How to Break Through an Exercise Plateau



breaking-through-plateaus

Ever been stuck in a rut with your workout routine? You know that feeling of seeing no change in your body despite all of your careful work in the kitchen and in the gym?

Well, before you become too discouraged and get ready to throw it all away, know that you aren’t alone. There’s even a term for becoming acclimated to your exercise routine called a “workout plateau.”

Whether you have created the same old routine at work, the gym, or in your personal life, your mind, body and spirit simply become overly accustomed to a prolonged period of nothing new under the sun. The “same old, same old,” seems like a flat line in your life.

You aren’t seeing the numbers on the scale change, you aren’t seeing muscle growth or feeling stronger and you are losing motivation. All the while feeling that you are working as hard as you can. You begin to see that you haven’t made any real progress for a few weeks while increasing your reps or adding weight to your resistance.

Sound familiar? Yep, that’s an exercise plateau.

We owe our understanding of how we can find ourselves stuck in a plateau to two psychologists, Michael Posner and Paul Fitts, who in the early 1960s, discovered that we go through three stages in reaching a plateau.

First, we spend a great deal of effort thinking about what type of exercise routine we are going to tackle.

Then, we become more comfortable doing a workout routine, and concentrate less of our mental energy on it.

Finally, we exercise so well that we’re on autopilot and may workout without spending much time thinking about it.

Hitting a wall, getting stuck in a rut or crashing into an exercise plateau was thought of for a long time to be tied to your genetic ability. People would erroneously believe: “Why me?” or “Why do I have these bad genes” or “Why can’t I be more successful like that other person over there pushing more weight?”

Today, we know this type of mindset and belief system will keep you stuck. With the right approach, mindset and strategy plan you can break through your plateau. You are in control of beating a plateau. Are you ready to take some risks and grow through your comfort zone?

I didn’t just say “go through”, but “grow through” your comfort zone. Unless you are mentally telling yourself it’s OK to fail, and that you’ll be OK if you do, you will not break through any plateau.

Have a trainer or coach who knows how to speak to you without the sugarcoating? If you do, do you listen? If you’ve told yourself you don’t want to hear the real truth of what’s required to move forward, you won’t hear it, and you won’t move forward. How are you enjoying the plateau?

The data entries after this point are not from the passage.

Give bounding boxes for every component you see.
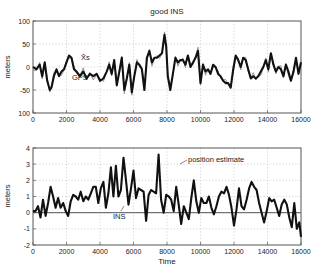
x-tick-label: 6000 [126,248,142,255]
y-tick-label: -2 [24,242,30,249]
annotation-position-estimate: position estimate [188,155,244,164]
y-tick-label: 1 [26,193,30,200]
x-tick-label: 14000 [258,116,278,123]
y-tick-label: 0 [26,209,30,216]
y-tick-label: 3 [26,161,30,168]
top-subplot: 0200040006000800010000120001400016000100… [3,7,311,123]
position-estimate-series-line [33,155,301,237]
x-tick-label: 8000 [159,248,175,255]
x-tick-label: 12000 [224,248,244,255]
x-tick-label: 16000 [291,248,311,255]
y-tick-label: 50 [22,41,30,48]
y-tick-label: 4 [26,145,30,152]
y-tick-label: 100 [18,110,30,117]
y-tick-label: 100 [18,18,30,25]
top-title: good INS [150,7,183,16]
x-tick-label: 0 [31,248,35,255]
x-tick-label: 14000 [258,248,278,255]
x-tick-label: 6000 [126,116,142,123]
x-tick-label: 16000 [291,116,311,123]
x-tick-label: 10000 [191,248,211,255]
x-tick-label: 8000 [159,116,175,123]
bottom-subplot: 0200040006000800010000120001400016000432… [3,145,311,267]
x-tick-label: 10000 [191,116,211,123]
annotation-xs-estimate: X̂s [81,53,90,62]
ins-pointer [121,206,124,211]
y-tick-label: 2 [26,177,30,184]
x-tick-label: 2000 [59,116,75,123]
y-tick-label: 0 [26,64,30,71]
y-tick-label: -1 [24,225,30,232]
figure: 0200040006000800010000120001400016000100… [0,0,322,275]
bottom-xlabel: Time [158,257,176,266]
x-tick-label: 2000 [59,248,75,255]
annotation-ins: INS [113,212,126,221]
top-ylabel: meters [3,55,12,78]
x-tick-label: 0 [31,116,35,123]
position-estimate-pointer [180,160,187,164]
x-tick-label: 4000 [92,116,108,123]
x-tick-label: 12000 [224,116,244,123]
bottom-ylabel: meters [3,184,12,207]
x-tick-label: 4000 [92,248,108,255]
annotation-gps: GPS [72,73,88,82]
y-tick-label: -50 [20,87,30,94]
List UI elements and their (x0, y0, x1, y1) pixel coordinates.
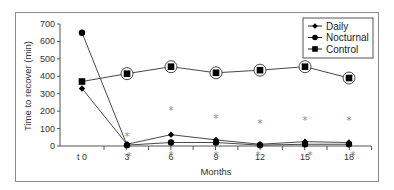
legend-square-icon (312, 46, 318, 52)
asterisk-marker: * (169, 150, 174, 161)
y-axis-title: Time to recover (min) (22, 41, 33, 131)
asterisk-marker: * (169, 105, 174, 116)
nocturnal-point (346, 141, 352, 147)
y-axis: 0100200300400500600700 (40, 19, 60, 151)
nocturnal-point (257, 142, 263, 148)
significance-markers: ************ (125, 105, 356, 162)
control-point (79, 78, 86, 85)
control-point (168, 63, 175, 70)
asterisk-marker: * (125, 131, 130, 142)
asterisk-marker: * (303, 115, 308, 126)
nocturnal-point (79, 30, 85, 36)
control-point (257, 67, 264, 74)
x-axis-title: Months (200, 166, 231, 177)
y-tick-label: 100 (40, 124, 55, 134)
x-tick-label: t 0 (77, 152, 87, 162)
legend: DailyNocturnalControl (303, 18, 373, 58)
y-tick-label: 700 (40, 19, 55, 29)
control-point (124, 70, 131, 77)
y-tick-label: 300 (40, 89, 55, 99)
asterisk-marker: * (258, 118, 263, 129)
line-chart: 0100200300400500600700 t 0369121518 Time… (0, 0, 394, 190)
asterisk-marker: * (256, 150, 261, 161)
control-point (346, 75, 353, 82)
daily-point (168, 131, 174, 137)
legend-label: Control (326, 44, 358, 55)
legend-label: Nocturnal (326, 32, 369, 43)
y-tick-label: 500 (40, 54, 55, 64)
asterisk-marker: * (347, 115, 352, 126)
control-point (213, 70, 220, 77)
control-point (302, 63, 309, 70)
asterisk-marker: * (214, 113, 219, 124)
y-tick-label: 0 (50, 141, 55, 151)
asterisk-marker: * (308, 150, 313, 161)
asterisk-marker: * (351, 150, 356, 161)
y-tick-label: 200 (40, 106, 55, 116)
nocturnal-point (124, 142, 130, 148)
legend-circle-icon (312, 35, 318, 41)
legend-label: Daily (326, 21, 348, 32)
nocturnal-point (168, 139, 174, 145)
asterisk-marker: * (127, 151, 132, 162)
asterisk-marker: * (214, 150, 219, 161)
nocturnal-point (213, 139, 219, 145)
y-tick-label: 600 (40, 36, 55, 46)
y-tick-label: 400 (40, 71, 55, 81)
nocturnal-point (302, 141, 308, 147)
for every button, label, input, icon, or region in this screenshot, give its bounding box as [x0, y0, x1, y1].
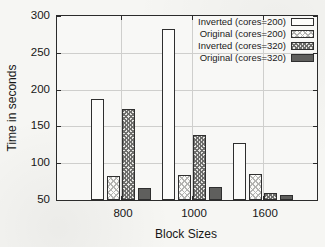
y-tick-label: 300	[20, 10, 50, 21]
bar-original-cores-200--1600	[249, 174, 262, 200]
y-tick-mark	[57, 163, 61, 164]
x-tick-mark	[121, 16, 122, 20]
y-tick-mark	[313, 126, 317, 127]
bar-original-cores-320--1600	[280, 195, 293, 200]
legend-swatch-white-outline	[291, 18, 314, 26]
legend-label: Inverted (cores=320)	[198, 41, 286, 51]
y-tick-mark	[57, 126, 61, 127]
y-tick-label: 100	[20, 157, 50, 168]
y-tick-label: 50	[20, 194, 50, 205]
bar-original-cores-200--800	[107, 176, 120, 200]
x-tick-label: 1000	[172, 207, 216, 219]
legend-label: Original (cores=320)	[200, 53, 286, 63]
bar-original-cores-320--1000	[209, 187, 222, 200]
legend-entry: Original (cores=200)	[198, 28, 314, 40]
y-tick-label: 200	[20, 84, 50, 95]
legend-label: Original (cores=200)	[200, 29, 286, 39]
legend-entry: Original (cores=320)	[198, 52, 314, 64]
y-tick-mark	[313, 200, 317, 201]
bar-inverted-cores-200--800	[91, 99, 104, 200]
bar-inverted-cores-320--1000	[193, 135, 206, 201]
y-tick-label: 150	[20, 120, 50, 131]
y-tick-label: 250	[20, 47, 50, 58]
x-tick-mark	[192, 16, 193, 20]
x-axis-label: Block Sizes	[56, 227, 316, 241]
bar-inverted-cores-320--800	[122, 109, 135, 200]
legend-label: Inverted (cores=200)	[198, 17, 286, 27]
bar-inverted-cores-200--1000	[162, 29, 175, 200]
y-axis-label: Time in seconds	[5, 48, 19, 168]
bar-inverted-cores-320--1600	[264, 193, 277, 200]
legend-entry: Inverted (cores=200)	[198, 16, 314, 28]
legend-entry: Inverted (cores=320)	[198, 40, 314, 52]
chart-figure: Time in seconds Block Sizes Inverted (co…	[0, 0, 325, 247]
y-tick-mark	[57, 200, 61, 201]
legend: Inverted (cores=200)Original (cores=200)…	[198, 16, 314, 64]
y-tick-mark	[313, 90, 317, 91]
legend-swatch-dense-crosshatch	[291, 42, 314, 50]
y-tick-mark	[57, 53, 61, 54]
y-tick-mark	[57, 16, 61, 17]
bar-original-cores-320--800	[138, 188, 151, 201]
legend-swatch-solid-dark	[291, 54, 314, 62]
bar-original-cores-200--1000	[178, 175, 191, 200]
y-tick-mark	[57, 90, 61, 91]
legend-swatch-light-crosshatch	[291, 30, 314, 38]
bar-inverted-cores-200--1600	[233, 143, 246, 200]
y-tick-mark	[313, 163, 317, 164]
x-tick-label: 800	[101, 207, 145, 219]
x-tick-label: 1600	[243, 207, 287, 219]
h-gridline	[57, 90, 317, 91]
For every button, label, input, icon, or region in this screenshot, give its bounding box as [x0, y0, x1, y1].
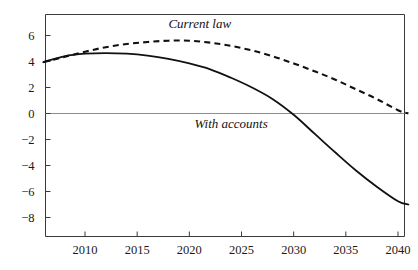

Let’s go back to our psychologists, Posner and Fitts who first uncovered the psychology of hitting a plateau, for more antidotes. They offer three:

  1. Put your mind’s laser beam on technique
  2. Put your mind’s laser beam on your goal
  3. Put your mind’s laser beam on deliberately practicing

I’ll translate this into more specific strategies:

  1. Are you getting enough calories, protein and carbs to build strength and muscle?
  2. Have you had truthful feedback on your form and followed it, or have you allowed yourself to get sloppy?
  3. Have you fallen into the trap thinking that more exercise is better, and forgotten that overtraining actually blocks muscle and strength gains?
  4. Are you ignoring what everyone tells you about recovery and the need for sufficient restorative sleep?
  5. Is too much cardio in your routine getting in the way of building muscle and strength – you know it will, right?
  6. Have you been forgetting about baby step changes in moving up with smaller weight increments and/or increasing reps by a couple?
  7. Remember that “FIT” can mean “Fundamentally Independent Thinking,” trying something out of the box, and it can also mean “Frequency, Intensity and Time”.
  8. Have you forgotten that where you are is not where you are meant to stay?

Try these best-in-class, time-tested, and scientifically backed strategies and you’ll soon be past your workout plateau, better equipped to prevent another one down the road.

Dr. Michael Mantell

Michael R. Mantell, Ph.D. has been providing psychological and coaching services for nearly 5 decades and continues to empower positive change among his global clients to enhance life in every way. He is a highly sought-after healthcare professional coach, an executive and team building consultant, and a longtime specialist in cognitive behavioral coaching.